L. Devillers, S. Rosset, G. D. Duplessis, M. A. Sehili, Lucile Bechade, Agnès Delaborde, Clément Gossart, Vincent Letard, Fan Yang, Y. Yemez, Bekir Berker Turker, T. M. Sezgin, Kevin El Haddad, S. Dupont, Daniel Luzzati, Y. Estève, E. Gilmartin, N. Campbell
{"title":"Multimodal data collection of human-robot humorous interactions in the Joker project","authors":"L. Devillers, S. Rosset, G. D. Duplessis, M. A. Sehili, Lucile Bechade, Agnès Delaborde, Clément Gossart, Vincent Letard, Fan Yang, Y. Yemez, Bekir Berker Turker, T. M. Sezgin, Kevin El Haddad, S. Dupont, Daniel Luzzati, Y. Estève, E. Gilmartin, N. Campbell","doi":"10.1109/ACII.2015.7344594","DOIUrl":null,"url":null,"abstract":"Thanks to a remarkably great ability to show amusement and engagement, laughter is one of the most important social markers in human interactions. Laughing together can actually help to set up a positive atmosphere and favors the creation of new relationships. This paper presents a data collection of social interaction dialogs involving humor between a human participant and a robot. In this work, interaction scenarios have been designed in order to study social markers such as laughter. They have been implemented within two automatic systems developed in the Joker project: a social dialog system using paralinguistic cues and a task-based dialog system using linguistic content. One of the major contributions of this work is to provide a context to study human laughter produced during a human-robot interaction. The collected data will be used to build a generic intelligent user interface which provides a multimodal dialog system with social communication skills including humor and other informal socially oriented behaviors. This system will emphasize the fusion of verbal and non-verbal channels for emotional and social behavior perception, interaction and generation capabilities.","PeriodicalId":6863,"journal":{"name":"2015 International Conference on Affective Computing and Intelligent Interaction (ACII)","volume":"122 1","pages":"348-354"},"PeriodicalIF":0.0000,"publicationDate":"2015-09-21","publicationTypes":"Journal Article","fieldsOfStudy":null,"isOpenAccess":false,"openAccessPdf":"","citationCount":"40","resultStr":null,"platform":"Semanticscholar","paperid":null,"PeriodicalName":"2015 International Conference on Affective Computing and Intelligent Interaction (ACII)","FirstCategoryId":"1085","ListUrlMain":"https://doi.org/10.1109/ACII.2015.7344594","RegionNum":0,"RegionCategory":null,"ArticlePicture":[],"TitleCN":null,"AbstractTextCN":null,"PMCID":null,"EPubDate":"","PubModel":"","JCR":"","JCRName":"","Score":null,"Total":0}
引用次数: 40
Abstract
Thanks to a remarkably great ability to show amusement and engagement, laughter is one of the most important social markers in human interactions.
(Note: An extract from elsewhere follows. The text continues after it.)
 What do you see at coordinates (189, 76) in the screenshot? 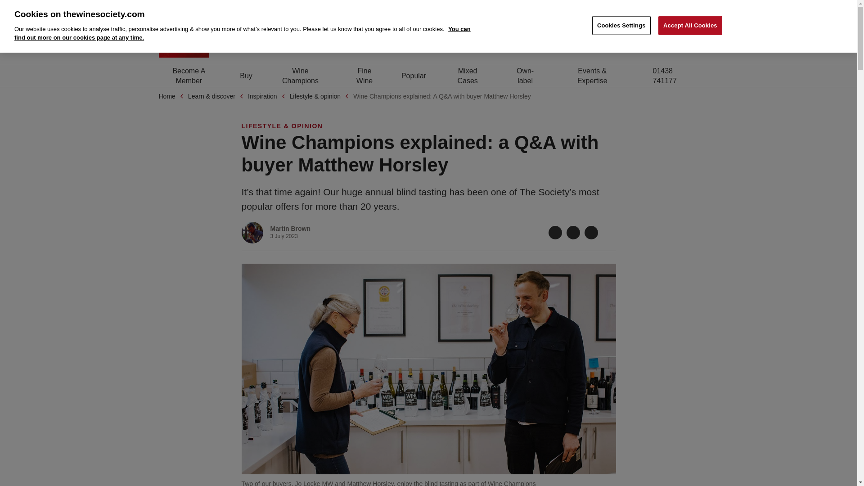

Laughing together can actually help to set up a positive atmosphere and favors the creation of new relationships. This paper presents a data collection of social interaction dialogs involving humor between a human participant and a robot. In this work, interaction scenarios have been designed in order to study social markers such as laughter. They have been implemented within two automatic systems developed in the Joker project: a social dialog system using paralinguistic cues and a task-based dialog system using linguistic content. One of the major contributions of this work is to provide a context to study human laughter produced during a human-robot interaction. The collected data will be used to build a generic intelligent user interface which provides a multimodal dialog system with social communication skills including humor and other informal socially oriented behaviors. This system will emphasize the fusion of verbal and non-verbal channels for emotional and social behavior perception, interaction and generation capabilities.